Seite 106 - I stand like one That long hath ta'en a sweet and golden dream: I am angry with myself, now that I wake. Ferd. Get thee into some unknown part o' th' world, That I may never see thee.
Seite 138 - Bos. Slain by my hand unwittingly. Pray, and be sudden. When thou kill'd'st thy sister, Thou took'st from Justice her most equal balance, And left her naught but her sword.
Seite 77 - Is all our train Shrunk to this poor remainder? ANT. These poor men, Which have got little in your service, vow To take your fortune : but your wiser buntings,* Now they are fledg'd, are gone.
Seite 47 - The smarting cupping-glass, for that 's the mean To purge infected blood, such blood as hers. There is a kind of pity in mine eye, — I'll give it to my handkercher; and now 'tis here, I'll bequeath this to her bastard. Card. ~ What to do? Ferd. \Why, to make soft lint for his mother's wounds, When I have hewed her to piecesT") Card.

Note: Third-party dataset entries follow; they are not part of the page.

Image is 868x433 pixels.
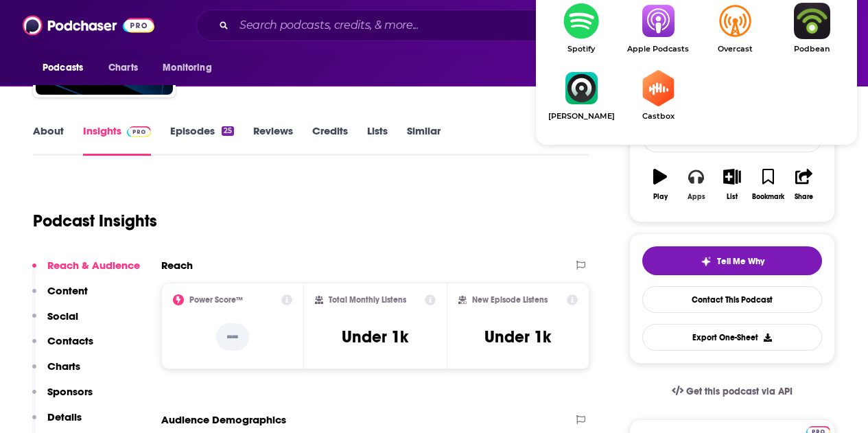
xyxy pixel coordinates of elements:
[33,124,64,156] a: About
[484,327,551,347] h3: Under 1k
[47,284,88,297] p: Content
[752,192,784,201] div: Bookmark
[33,259,140,284] button: Reach & Audience
[33,310,78,335] button: Social
[696,44,774,54] span: Overcast
[774,3,850,54] a: PodbeanPodbean
[196,10,712,41] div: Search podcasts, credits, & more...
[108,58,138,77] span: Charts
[33,54,101,81] button: open menu
[642,286,822,313] a: Contact This Podcast
[253,124,293,156] a: Reviews
[700,256,712,267] img: tell me why sparkle
[653,192,667,201] div: Play
[750,160,785,209] button: Bookmark
[619,44,696,54] span: Apple Podcasts
[47,359,80,372] p: Charts
[47,410,82,423] p: Details
[726,192,737,201] div: List
[341,327,409,347] h3: Under 1k
[127,126,151,137] img: Podchaser Pro
[153,54,229,81] button: open menu
[47,385,93,398] p: Sponsors
[367,124,388,156] a: Lists
[794,192,813,201] div: Share
[163,58,212,77] span: Monitoring
[678,160,714,209] button: Apps
[234,15,588,36] input: Search podcasts, credits, & more...
[642,246,822,275] button: tell me why sparkleTell Me Why
[642,324,822,350] button: Export One-Sheet
[216,323,249,350] p: --
[47,334,94,347] p: Contacts
[43,58,83,77] span: Podcasts
[543,3,619,54] a: SpotifySpotify
[407,124,440,156] a: Similar
[33,211,157,231] h1: Podcast Insights
[786,160,822,209] button: Share
[543,112,619,121] span: [PERSON_NAME]
[222,126,234,136] div: 25
[33,359,80,385] button: Charts
[23,13,154,38] img: Podchaser - Follow, Share and Rate Podcasts
[312,124,348,156] a: Credits
[543,44,619,54] span: Spotify
[33,385,93,410] button: Sponsors
[47,310,78,322] p: Social
[162,259,192,271] h2: Reach
[774,44,850,54] span: Podbean
[686,386,793,397] span: Get this podcast via API
[329,295,406,304] h2: Total Monthly Listens
[619,112,696,121] span: Castbox
[190,295,242,304] h2: Power Score™
[717,256,764,267] span: Tell Me Why
[543,70,619,121] a: Castro[PERSON_NAME]
[619,70,696,121] a: CastboxCastbox
[100,54,146,81] a: Charts
[715,160,750,209] button: List
[642,160,678,209] button: Play
[472,295,547,304] h2: New Episode Listens
[33,334,94,359] button: Contacts
[83,124,151,156] a: InsightsPodchaser Pro
[33,284,88,310] button: Content
[170,124,234,156] a: Episodes25
[619,3,696,54] a: Apple PodcastsApple Podcasts
[47,259,140,271] p: Reach & Audience
[687,192,705,201] div: Apps
[162,413,286,426] h2: Audience Demographics
[696,3,774,54] a: OvercastOvercast
[661,375,804,408] a: Get this podcast via API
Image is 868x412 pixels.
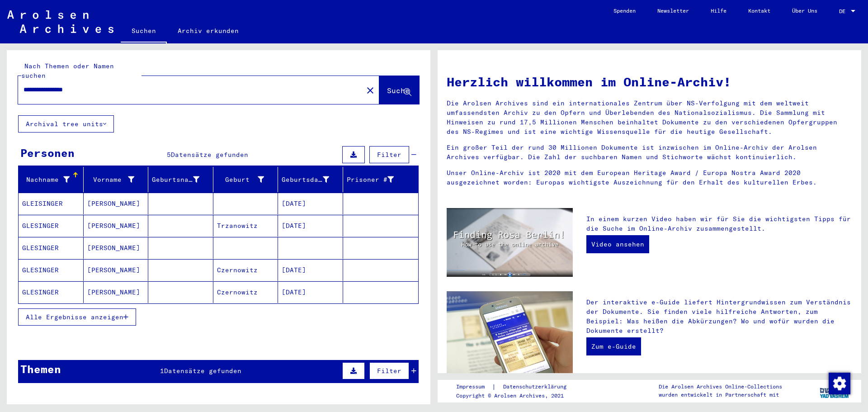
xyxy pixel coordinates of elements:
div: Geburtsdatum [282,172,343,187]
p: wurden entwickelt in Partnerschaft mit [658,391,782,399]
button: Clear [361,81,379,99]
div: Prisoner # [346,175,394,185]
mat-cell: [PERSON_NAME] [83,281,149,303]
h1: Herzlich willkommen im Online-Archiv! [446,72,852,91]
button: Filter [369,362,409,379]
span: Datensätze gefunden [164,367,242,375]
p: Der interaktive e-Guide liefert Hintergrundwissen zum Verständnis der Dokumente. Sie finden viele... [586,298,852,335]
span: Filter [377,151,401,159]
mat-header-cell: Geburtsdatum [278,167,343,192]
p: In einem kurzen Video haben wir für Sie die wichtigsten Tipps für die Suche im Online-Archiv zusa... [586,214,852,234]
mat-cell: [PERSON_NAME] [83,215,149,237]
div: Vorname [87,172,148,187]
div: Themen [20,361,61,377]
img: Zustimmung ändern [828,372,850,394]
p: Unser Online-Archiv ist 2020 mit dem European Heritage Award / Europa Nostra Award 2020 ausgezeic... [446,168,852,187]
a: Suchen [121,20,167,43]
mat-icon: close [365,85,375,96]
mat-cell: GLESINGER [19,215,83,237]
span: Suche [387,86,409,95]
span: Datensätze gefunden [171,151,248,159]
mat-cell: [DATE] [278,193,343,214]
div: Nachname [22,172,83,187]
mat-cell: [DATE] [278,281,343,303]
img: Arolsen_neg.svg [8,11,114,33]
div: Geburtsname [152,172,213,187]
a: Archiv erkunden [167,20,249,41]
div: | [456,382,577,392]
button: Archival tree units [18,116,114,133]
span: 1 [160,367,164,375]
button: Alle Ergebnisse anzeigen [18,308,136,325]
mat-cell: Czernowitz [213,259,279,281]
div: Geburtsdatum [282,175,329,185]
mat-cell: GLEISINGER [19,193,83,214]
a: Impressum [456,382,491,392]
mat-header-cell: Geburtsname [148,167,213,192]
a: Zum e-Guide [586,337,641,355]
p: Die Arolsen Archives sind ein internationales Zentrum über NS-Verfolgung mit dem weltweit umfasse... [446,99,852,136]
mat-header-cell: Vorname [83,167,149,192]
a: Datenschutzerklärung [496,382,577,392]
mat-header-cell: Prisoner # [343,167,419,192]
a: Video ansehen [586,235,649,253]
span: Alle Ergebnisse anzeigen [26,313,124,321]
p: Copyright © Arolsen Archives, 2021 [456,392,577,400]
mat-cell: Czernowitz [213,281,279,303]
img: eguide.jpg [446,291,572,376]
div: Personen [20,144,75,161]
div: Nachname [22,175,70,185]
mat-cell: GLESINGER [19,259,83,281]
mat-header-cell: Nachname [19,167,83,192]
div: Prisoner # [346,172,408,187]
p: Ein großer Teil der rund 30 Millionen Dokumente ist inzwischen im Online-Archiv der Arolsen Archi... [446,143,852,162]
button: Filter [369,146,409,163]
mat-cell: [PERSON_NAME] [83,259,149,281]
mat-cell: GLESINGER [19,237,83,259]
p: Die Arolsen Archives Online-Collections [658,382,782,391]
mat-label: Nach Themen oder Namen suchen [21,62,114,80]
mat-cell: [DATE] [278,215,343,237]
mat-header-cell: Geburt‏ [213,167,279,192]
mat-cell: [DATE] [278,259,343,281]
div: Geburt‏ [217,175,264,185]
div: Vorname [87,175,135,185]
span: Filter [377,367,401,375]
div: Geburt‏ [217,172,278,187]
mat-cell: GLESINGER [19,281,83,303]
img: yv_logo.png [818,379,852,402]
button: Suche [379,76,419,104]
div: Geburtsname [152,175,200,185]
mat-cell: Trzanowitz [213,215,279,237]
img: video.jpg [446,208,572,277]
span: DE [839,8,849,14]
mat-cell: [PERSON_NAME] [83,193,149,214]
mat-cell: [PERSON_NAME] [83,237,149,259]
span: 5 [167,151,171,159]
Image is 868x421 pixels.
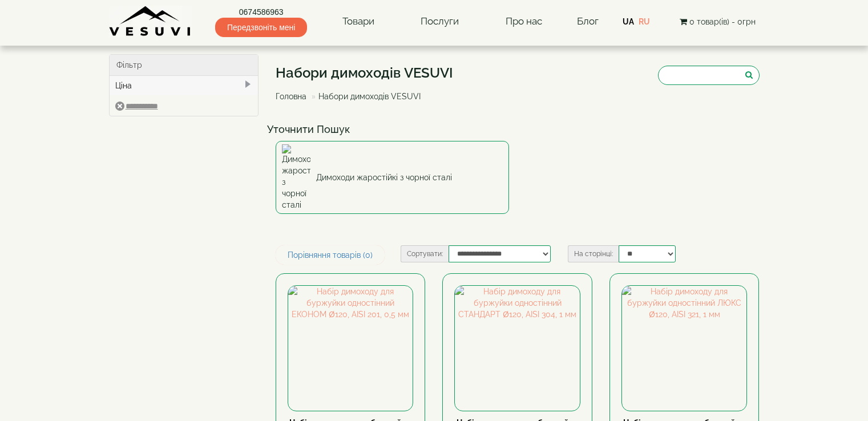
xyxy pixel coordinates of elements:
a: RU [639,18,651,26]
img: Набір димоходу для буржуйки одностінний ЕКОНОМ Ø120, AISI 201, 0,5 мм [289,286,413,411]
button: 0 товар(ів) - 0грн [676,16,760,28]
img: Набір димоходу для буржуйки одностінний ЛЮКС Ø120, AISI 321, 1 мм [622,286,747,411]
a: Про нас [494,8,553,35]
a: Блог [577,16,599,27]
div: Ціна [109,76,258,95]
a: UA [623,18,634,26]
img: Завод VESUVI [109,6,192,37]
a: 0674586963 [216,6,307,18]
span: 0 товар(ів) - 0грн [689,18,756,26]
h4: Уточнити Пошук [267,124,768,135]
img: Димоходи жаростійкі з чорної сталі [282,144,311,211]
img: Набір димоходу для буржуйки одностінний СТАНДАРТ Ø120, AISI 304, 1 мм [455,286,579,411]
a: Товари [331,8,386,35]
span: Передзвоніть мені [216,18,307,37]
div: Фільтр [109,55,258,76]
h1: Набори димоходів VESUVI [276,66,453,80]
a: Димоходи жаростійкі з чорної сталі Димоходи жаростійкі з чорної сталі [276,141,509,214]
li: Набори димоходів VESUVI [309,91,421,102]
a: Послуги [409,8,470,35]
a: Головна [276,92,306,101]
label: На сторінці: [568,245,619,263]
a: Порівняння товарів (0) [276,245,385,265]
label: Сортувати: [401,245,449,263]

Seite 92 - The Heaven o'er my head seems made of molten brass, The earth of flaming sulphur, yet I am not mad.
Seite 21 - Are forc'd to express our violent passions In riddles and in dreams, and leave the path Of simple virtue, which was never made To seem the thing it is not.
Seite 97 - ... teeth, should it lie with thee, would cry out, as if thou wert the more unquiet bedfellow.